Email of the day (2)
"You may be interested to read a less enthusiastic take on the prospects for US energy independence:"
David Fuller's view Yes, and thanks for the article because
there are few subjects more important for economic growth than the availability
of affordable energy supplies.
Gregor
Macdonald is correct in pointing out a significant production error in The Telegraph's
article quoted immediately below, but what about his own views?
Here is a section:
The US
is currently enjoying its second stabilization phase since the peak in 1970.

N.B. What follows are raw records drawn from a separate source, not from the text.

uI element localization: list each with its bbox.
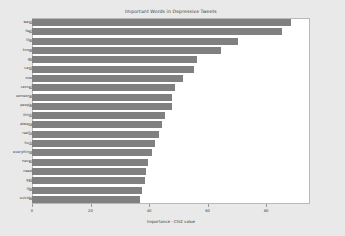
bar <box>32 66 194 73</box>
bar <box>32 56 197 63</box>
bar <box>32 94 172 101</box>
y-axis-tick <box>29 51 32 52</box>
y-axis-tick <box>29 97 32 98</box>
y-axis-tick <box>29 153 32 154</box>
x-axis-tick <box>149 204 150 207</box>
chart-figure: Important Words in Depressive Tweets Imp… <box>0 0 345 236</box>
bar <box>32 112 165 119</box>
y-axis-tick <box>29 78 32 79</box>
x-axis-tick-label: 0 <box>31 208 33 213</box>
bar <box>32 75 183 82</box>
bar <box>32 177 145 184</box>
x-axis-tick-label: 40 <box>147 208 152 213</box>
bar <box>32 196 140 203</box>
y-axis-tick <box>29 41 32 42</box>
bar <box>32 131 159 138</box>
y-axis-tick <box>29 181 32 182</box>
y-axis-tick <box>29 171 32 172</box>
y-axis-tick <box>29 88 32 89</box>
x-axis-tick-label: 80 <box>264 208 269 213</box>
x-axis-label: Importance - Chi2 value <box>32 219 310 224</box>
bar <box>32 103 172 110</box>
bar <box>32 19 291 26</box>
bar <box>32 84 175 91</box>
y-axis-tick <box>29 23 32 24</box>
y-axis-tick <box>29 134 32 135</box>
bar-series <box>0 0 345 236</box>
x-axis-tick <box>91 204 92 207</box>
y-axis-tick <box>29 144 32 145</box>
y-axis-tick <box>29 60 32 61</box>
y-axis-tick <box>29 106 32 107</box>
bar <box>32 28 282 35</box>
y-axis-tick <box>29 69 32 70</box>
bar <box>32 149 152 156</box>
bar <box>32 47 221 54</box>
y-axis-tick <box>29 32 32 33</box>
y-axis-tick <box>29 125 32 126</box>
y-axis-tick <box>29 116 32 117</box>
y-axis-tick <box>29 190 32 191</box>
x-axis-tick <box>266 204 267 207</box>
bar <box>32 159 148 166</box>
y-axis-tick <box>29 199 32 200</box>
x-axis-tick-label: 20 <box>88 208 93 213</box>
bar <box>32 187 142 194</box>
bar <box>32 38 238 45</box>
bar <box>32 168 146 175</box>
x-axis-tick <box>208 204 209 207</box>
bar <box>32 121 162 128</box>
x-axis-tick-label: 60 <box>205 208 210 213</box>
y-axis-tick <box>29 162 32 163</box>
x-axis-tick <box>32 204 33 207</box>
bar <box>32 140 155 147</box>
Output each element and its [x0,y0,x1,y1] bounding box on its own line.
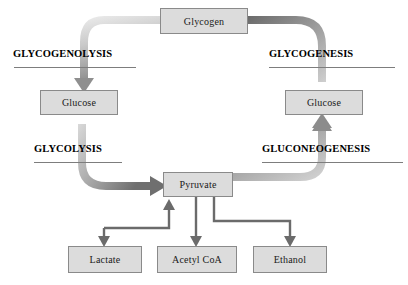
node-lactate[interactable]: Lactate [68,246,142,273]
connector-pyruvate-to-ethanol [214,196,290,238]
rule-glycogenesis [269,67,395,68]
node-pyruvate[interactable]: Pyruvate [163,172,233,197]
rule-gluconeogenesis [262,162,403,163]
label-gluconeogenesis: GLUCONEOGENESIS [262,143,370,154]
rule-glycolysis [34,162,122,163]
connector-lactate-to-pyruvate [104,210,169,228]
label-glycogenesis: GLYCOGENESIS [269,48,353,59]
node-acetyl-coa[interactable]: Acetyl CoA [157,246,237,273]
rule-glycogenolysis [14,67,136,68]
node-ethanol[interactable]: Ethanol [253,246,327,273]
node-glucose-right[interactable]: Glucose [285,90,363,115]
label-glycolysis: GLYCOLYSIS [34,143,102,154]
node-glucose-left[interactable]: Glucose [40,90,118,115]
flow-glucose-to-pyruvate [78,124,167,196]
node-glycogen[interactable]: Glycogen [160,8,248,34]
arrowhead-into-pyruvate [163,199,175,210]
metabolism-diagram: Glycogen Glucose Glucose Pyruvate Lactat… [0,0,408,285]
label-glycogenolysis: GLYCOGENOLYSIS [13,48,112,59]
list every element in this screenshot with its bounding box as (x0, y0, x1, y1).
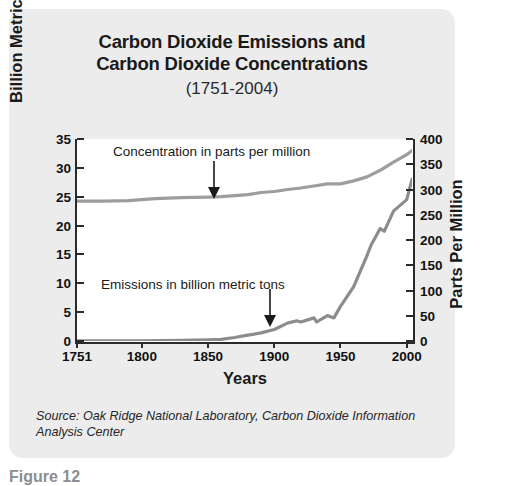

(Daily oil production has rebounded from a deep hole in 2008, from below 5 mbpd
to above 5.5 mbpd). The first stabilization period lasted for more than 7 years,
from 1977 to 1985. While it did not reverse the overall decline trend, which
had resumed by 1990, this was certainly good news, just as our current production
increases are good news. But the production history laid out graphically here
is instructive and gives a clear warning: It would be unwise to herald the recent
uptick in domestic production with a "new era" headline. Deepwater
drilling, Gulf of Mexico, and Alaska were all "new era" events in
their day as well. Or so they seemed.
Now, three respectable publications have recently cast the advent of new oil
extraction in America as a kind of miracle. And indeed, technologically, the
refinement of hydraulic fracturing techniques - first used to extract natural
gas, and now used to extract oil - is miraculous. But a technique such as this,
although replicable and repeatable, will not change the fact that newer, unconventional
resources are developed and produce oil at a much slower rate. One year after
the Black Giant of East Texas was discovered in the early 1930s, it was producing
just 1 mbpd. The US no longer has resources such as this to exploit. The history
of US oil production over the past 40 years should make this clear.
Yes, unconventional oil production is considerably slower
than drilling a hole in the sand and having crude gush out. However supply is
the much more important variable and he has not mentioned USA's reserves of
shale oil.
This
2004 report from the Office
of Navel Petroleum and Oil Shale Reserves estimates US shale oil reserves
at 2 trillion barrels. This should make these reserves larger than those of
Alaska and the Gulf of Mexico, although those regions have yet to be fully developed.
Another report mentions that the Bakken
shale oil field alone could hold over 4
billion barrels of oil. You will find plenty more information by Googling.
I have
previously posted graphics - from the Energy Information Administration in Washington,
I believe - stating that the USA has the world's largest known reserves of shale
oil. Therefore, supply is not the problem but the politics of energy extraction
may be.
Nevertheless,
this article from the Financial Times: "Oil
shale boom boosts US jobs market" (may require subscription registration,
PDF
also provided) offers a crucial insight as to why the Obama administration
has not discouraged the development of these strategic reserves - US jobs.